IARPA launches CREATE program
The Intelligence Advanced Research Projects Activity, in the Office of the Director of National Intelligence, announced on February 8 a multi-year research effort to develop and test large-scale, structured collaboration methods to improve reasoning. If successful, the Crowdsourcing Evidence, Argumentation, Thinking and Evaluation—“CREATE”—program will improve analysts’ and decision makers’ understanding of the evidence and assumptions that support—or conflict with—their conclusions. These tools will improve their ability to provide accurate, timely, and well-supported analyses of the complex, ambiguous and often novel problems facing the Intelligence Community.
“CREATE is a unique opportunity to extend crowdsourcing beyond its traditional applications,” said Steven Rieber, IARPA program manager. “Wikipedia has demonstrated the power of crowds to organize information. Prediction markets and IARPA’s Aggregative Contingent Estimation program have harnessed crowd wisdom to make accurate forecasts. CREATE will combine crowdsourcing with structured techniques to improve reasoning on complex analytic issues. The resulting technology will be valuable not just to intelligence analysis but also to science, law, and policy—in fact, to any domain where people must think their way through complex questions.”
The increasingly complex questions faced by today’s analysts require not only better answers, but clearer understanding and communication of conflicting evidence, knowledge gaps, and degrees of uncertainty. CREATE systems will help analysts explain to decision makers why judgments were made, why seemingly plausible alternatives were rejected, and the major gaps in what is known.
The CREATE program also seeks to develop and test structured crowdsourcing platforms that meet these needs. If successful, these platforms will combine different perspectives to support more rational and thorough exploration of analysis problems.
Through a competitive Broad Agency Announcement, IARPA has awarded CREATE’s research contracts to teams led by George Mason University, Syracuse University, Monash University, and the University of Melbourne. John Hopkins University Applied Physics Lab and Good Judgment, Inc. will work together to independently test the new systems—drawing on thousands of volunteers to try them out and learn how well they work.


## Problem description
Send each entry back exactly as given, pictures excluded.

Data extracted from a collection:
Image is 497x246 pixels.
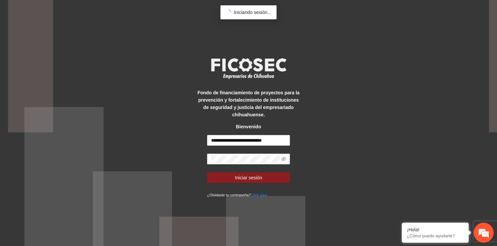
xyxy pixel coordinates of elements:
[251,193,267,197] a: Click aqui
[39,83,92,151] span: Estamos en línea.
[406,227,463,233] div: ¡Hola!
[406,234,463,239] p: ¿Cómo puedo ayudarte?
[235,174,262,182] span: Iniciar sesión
[35,34,112,43] div: Chatee con nosotros ahora
[226,10,231,15] span: loading
[3,170,127,194] textarea: Escriba su mensaje y pulse “Intro”
[207,173,290,183] button: Iniciar sesión
[234,10,271,15] span: Iniciando sesión...
[207,193,267,197] small: ¿Olvidaste tu contraseña?
[197,90,299,117] strong: Fondo de financiamiento de proyectos para la prevención y fortalecimiento de instituciones de seg...
[109,3,125,19] div: Minimizar ventana de chat en vivo
[207,56,290,81] img: logo
[281,157,286,162] span: eye-invisible
[236,124,261,129] strong: Bienvenido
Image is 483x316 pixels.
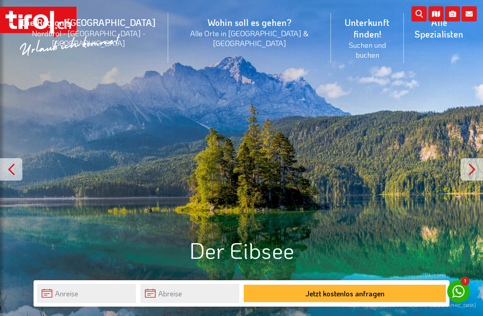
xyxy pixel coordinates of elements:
[34,238,450,263] h1: Der Eibsee
[168,7,331,58] a: Wohin soll es gehen?Alle Orte in [GEOGRAPHIC_DATA] & [GEOGRAPHIC_DATA]
[448,281,470,303] a: 1
[462,6,477,21] i: Kontakt
[9,7,168,58] a: Die Region [GEOGRAPHIC_DATA]Nordtirol - [GEOGRAPHIC_DATA] - [GEOGRAPHIC_DATA]
[20,28,158,48] small: Nordtirol - [GEOGRAPHIC_DATA] - [GEOGRAPHIC_DATA]
[429,6,444,21] i: Karte öffnen
[179,28,320,48] small: Alle Orte in [GEOGRAPHIC_DATA] & [GEOGRAPHIC_DATA]
[141,284,239,303] input: Abreise
[37,284,136,303] input: Anreise
[342,40,393,60] small: Suchen und buchen
[461,277,470,286] span: 1
[331,7,404,69] a: Unterkunft finden!Suchen und buchen
[445,6,461,21] i: Fotogalerie
[404,7,474,50] a: Alle Spezialisten
[244,285,446,303] button: Jetzt kostenlos anfragen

## Response box
Image is 497x246 pixels.
xyxy pixel coordinates of elements:
[251,193,267,197] a: Click aqui
[39,83,92,151] span: Estamos en línea.
[406,227,463,233] div: ¡Hola!
[406,234,463,239] p: ¿Cómo puedo ayudarte?
[235,174,262,182] span: Iniciar sesión
[35,34,112,43] div: Chatee con nosotros ahora
[226,10,231,15] span: loading
[3,170,127,194] textarea: Escriba su mensaje y pulse “Intro”
[207,173,290,183] button: Iniciar sesión
[234,10,271,15] span: Iniciando sesión...
[207,193,267,197] small: ¿Olvidaste tu contraseña?
[197,90,299,117] strong: Fondo de financiamiento de proyectos para la prevención y fortalecimiento de instituciones de seg...
[109,3,125,19] div: Minimizar ventana de chat en vivo
[207,56,290,81] img: logo
[281,157,286,162] span: eye-invisible
[236,124,261,129] strong: Bienvenido
Image is 483x316 pixels.
xyxy pixel coordinates of elements:
[34,238,450,263] h1: Der Eibsee
[168,7,331,58] a: Wohin soll es gehen?Alle Orte in [GEOGRAPHIC_DATA] & [GEOGRAPHIC_DATA]
[448,281,470,303] a: 1
[462,6,477,21] i: Kontakt
[9,7,168,58] a: Die Region [GEOGRAPHIC_DATA]Nordtirol - [GEOGRAPHIC_DATA] - [GEOGRAPHIC_DATA]
[20,28,158,48] small: Nordtirol - [GEOGRAPHIC_DATA] - [GEOGRAPHIC_DATA]
[429,6,444,21] i: Karte öffnen
[179,28,320,48] small: Alle Orte in [GEOGRAPHIC_DATA] & [GEOGRAPHIC_DATA]
[141,284,239,303] input: Abreise
[37,284,136,303] input: Anreise
[342,40,393,60] small: Suchen und buchen
[461,277,470,286] span: 1
[331,7,404,69] a: Unterkunft finden!Suchen und buchen
[445,6,461,21] i: Fotogalerie
[404,7,474,50] a: Alle Spezialisten
[244,285,446,303] button: Jetzt kostenlos anfragen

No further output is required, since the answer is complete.